Queue Storage overview
1. Queue Storage overview
In this video, you’ll learn to integrate Azure Queue Storage to build asynchronous workflows.2. Introduction to message queues
You’ll know how to create and configure a queue, use it for delayed or batched processing, trigger applications from queue messages, and explain how a message-based system differs from an event-based one.3. Message queues overview
Think of a message queue as a to-do list for your cloud. When your app gets a spike of work, for example, when thousands of images upload, you don’t want to block users while you process each file. Instead, you drop lightweight messages into Azure Queue Storage and let background workers process them at their own pace.4. Queue Storage overview
In Azure, the simplest way to set up message queues is by using Queue Storage. The applications that publish messages to the queue and the applications that read such messages can connect to a specific message queue via its connection string. Messages are processed in the same order as they've been added to the queue.5. Queue triggers
Each message from the queue is picked up by a queue trigger. Once its been processed (i.e. the trigger ran to completion and no errors were thrown), it disappears from the queue so the next message can be processed.

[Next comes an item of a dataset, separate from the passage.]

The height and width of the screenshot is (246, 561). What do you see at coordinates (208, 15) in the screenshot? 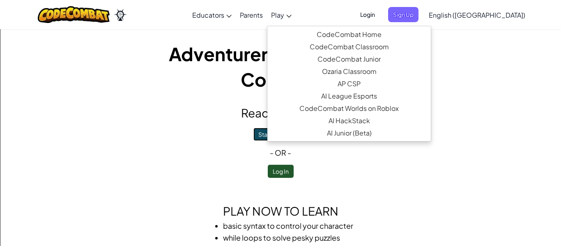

You would point the trigger at your queue using the connection string, and the piece of code, a function or a method, will keep firing automatically as long as there are still messages in the queue.6. Error handling
But what happens if the queue trigger doesn't manage to process the message and crashes in the process, returning an error? In this case, the message still disappears from the queue, but it doesn't just vanish. It goes into the so-called poison queue. This unblocks the main queue while a failed message can be processed later. It's similar to how a broken-down car is taken to a lay-by so it doesn't block the main highway.7. Delaying and batching
Queue storage also supports delaying messages. For example, imagine you are setting up a follow-up email to be sent X number of hours after your original email. You can schedule a message by setting an initial invisibility delay when you add it to the queue. For batching, consumers can read multiple messages at once and process them together to improve throughput, which allows a lot of data to be processed at once, speeding up the processes.8. Messages vs events
So how is this different from event-based systems like Event Grid? In a message-based workflow, a message is a unit of work intended for a specific consumer. It’s pull-oriented, meaning that workers retrieve messages and mark them complete when done. In an event-based system, an event is a fact that something has happened. It’s push-oriented, meaning that publishers raise events, and multiple handlers can react independently. Use queues when you need reliable background work, ordering within a partition, retries, and back-pressure. Use events when you need to notify external services that something has happened.9. Let's practice!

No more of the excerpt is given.